Where the Dirt Is Turning and the Inventory Is Too

Logistics intelligence gleaned from industrial real estate service providers provides additional insights.

According to the Q4 2022 Greater Boston industrial market report from CBRE, Boston’s Metro South market saw major leases in the quarter from plumbing supplies distributor Ferguson Enterprises and WorldPac in Taunton; Barrett Warehouse in West Bridgewater; and Advanced Warehouses in Mansfield. Meanwhile, last-mile delivery services firm LaserShip and chemical manufacturer and supplier Hubbard Hall signed on for space in the Metro North markets of Stoneham and Wilmington, respectively. And BlueTriton Brands expanded by over 275,000 sq. ft. in Devens in the Metro West market.

Colliers International’s own Q4 report found that despite slight increases in vacancy, “more than 2 million sq. ft. of new product was delivered in the quarter, both spec and build-to-suit properties, and spec ground breakings continued to happen despite economy uncertainties … The uncertain macroeconomic climate at the end of 2022 led corporations nationwide to shelve large requirements, Boston included,” Colliers stated. “In Q4, however, some of that demand for large space has come back,” with multiple big-box retailers looking for 1 million sq. ft. or more, the report found.

The Home Depot in 2020 committed to investing $1.2 billion to build approximately 150 new facilities across the country to reach 90% of U.S. customers with same-day and next-day delivery. It’s keeping its word in the home territory of the PBS program “This Old House,” moving into 715,000 sq. ft. in Tewksbury as well as a new space in Norton, located in the busy Providence-Warwick, Rhode Island-Massachusetts, metro area. In the past several years the area also has welcomed logistics facility investments from the likes of BGI Group, Tosca Services, Yale Appliance and Lighting, Pitney Bowes Global Logistics and Wayfair, many of them in the Blue Star Business Park. The city’s planning and economic development department explains why:

“Norton is located at the crossroads of Southeastern Massachusetts and Rhode Island, with easy access to I-495 (three interchanges) as well as I-95,” the department says. “Located just 27 miles southwest of Boston and 15 miles northeast of Providence, Norton has cost-effective access to over 5 million people just minutes away.”

Port Update

Reaching more people who are days away was the goal of improvements to the Paul W. Conley Container Terminal at the Port of Boston, where the Massachusetts Port Authority (Massport) in September 2022 celebrated the completion of nearly $850 million in infrastructure investments. The only full-service container terminal in New England, Conley enables more than 2,500 businesses throughout the Commonwealth and New England to ship and receive products globally, says Massport.
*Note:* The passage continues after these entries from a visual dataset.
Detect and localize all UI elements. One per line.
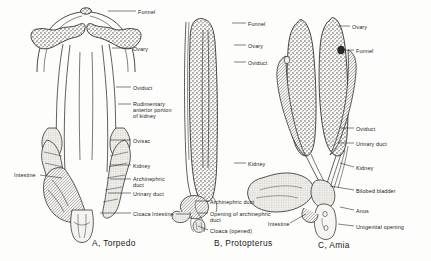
amia-funnel-left bbox=[284, 56, 290, 63]
label-urinary-duct: Urinary duct bbox=[133, 191, 164, 197]
label-ovary: Ovary bbox=[133, 46, 148, 52]
label-urogenital-opening: Urogenital opening bbox=[356, 224, 404, 230]
label-cloaca-opened: Cloaca (opened) bbox=[210, 228, 252, 234]
leader-line-c-4 bbox=[340, 163, 354, 167]
label-cloaca: Cloaca bbox=[133, 211, 151, 217]
label-archinephric-duct: Archinephric duct bbox=[210, 199, 254, 205]
torpedo-cloaca bbox=[71, 210, 94, 243]
label-funnel: Funnel bbox=[356, 48, 373, 54]
amia-bilobed-bladder-left-lobe bbox=[248, 173, 314, 212]
panel-c-amia-drawing bbox=[248, 18, 357, 240]
label-funnel: Funnel bbox=[138, 9, 155, 15]
protopterus-cloaca-chamber bbox=[193, 220, 205, 233]
caption-panel-c: C, Amia bbox=[318, 240, 350, 250]
amia-terminal-region bbox=[314, 204, 336, 240]
label-ovisac: Ovisac bbox=[133, 138, 150, 144]
torpedo-ovary-left bbox=[31, 24, 85, 49]
label-kidney: Kidney bbox=[248, 161, 265, 167]
leader-line-c-7 bbox=[338, 224, 354, 226]
caption-panel-b: B, Protopterus bbox=[214, 238, 272, 248]
label-urinary-duct: Urinary duct bbox=[356, 141, 387, 147]
label-kidney: Kidney bbox=[133, 163, 150, 169]
label-bilobed-bladder: Bilobed bladder bbox=[356, 188, 396, 194]
leader-line-c-6 bbox=[340, 207, 354, 210]
label-rudimentary-anterior-portion-of-kidney: Rudimentary anterior portion of kidney bbox=[133, 101, 172, 120]
protopterus-ovary bbox=[189, 19, 217, 203]
label-archinephric-duct: Archinephric duct bbox=[133, 176, 165, 188]
label-ovary: Ovary bbox=[248, 43, 263, 49]
torpedo-funnel bbox=[81, 8, 92, 14]
caption-panel-a: A, Torpedo bbox=[92, 238, 136, 248]
label-oviduct: Oviduct bbox=[133, 85, 152, 91]
label-intestine: Intestine bbox=[152, 211, 174, 217]
label-opening-of-archinephric-duct: Opening of archinephric duct bbox=[210, 211, 271, 223]
label-anus: Anus bbox=[356, 208, 369, 214]
label-ovary: Ovary bbox=[352, 24, 367, 30]
protopterus-intestine bbox=[172, 211, 190, 222]
amia-anus bbox=[323, 211, 327, 216]
label-funnel: Funnel bbox=[248, 21, 265, 27]
label-oviduct: Oviduct bbox=[248, 60, 267, 66]
label-kidney: Kidney bbox=[356, 165, 373, 171]
panel-a-torpedo-drawing bbox=[31, 8, 141, 243]
anatomical-figure: FunnelOvaryOviductRudimentary anterior p… bbox=[0, 0, 431, 261]
amia-ovary-left bbox=[287, 20, 316, 156]
label-intestine: Intestine bbox=[268, 221, 290, 227]
amia-urogenital-opening bbox=[324, 226, 328, 231]
amia-ovary-right bbox=[319, 18, 348, 156]
label-intestine: Intestine bbox=[14, 172, 36, 178]
label-oviduct: Oviduct bbox=[356, 126, 375, 132]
The improvements boost the terminal’s global connectivity from two services to seven major global ports up to six services connecting to 25 global ports.
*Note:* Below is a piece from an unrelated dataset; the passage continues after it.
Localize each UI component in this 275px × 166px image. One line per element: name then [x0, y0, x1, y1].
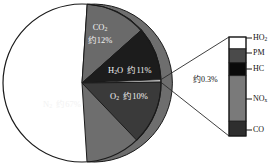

“With a deepened Boston Harbor and modern container facilities, the Port of Boston is providing greater global connections for Massachusetts businesses and supporting thousands of jobs,” said Massport CEO Lisa Wieland. The Port of Boston generates $8.2 billion in annual economic impact and supports more than 66,000 jobs.  

Adam Bruns
Editor in Chief of Site Selection magazine

Adam Bruns

Adam Bruns is editor in chief and head of publications for Site Selection, and before that has served as managing editor beginning in February 2002. In the course of reporting hundreds of stories for Site Selection, Adam has visited companies and communities around the globe. A St. Louis native who grew up in the Kansas City suburbs, Adam is a 1986 alumnus of Knox College, and resided in Chicago; Midcoast Maine; Savannah, Georgia; and Lexington, Kentucky, before settling in the Greater Atlanta community of Peachtree Corners, where he lives with his wife and daughter.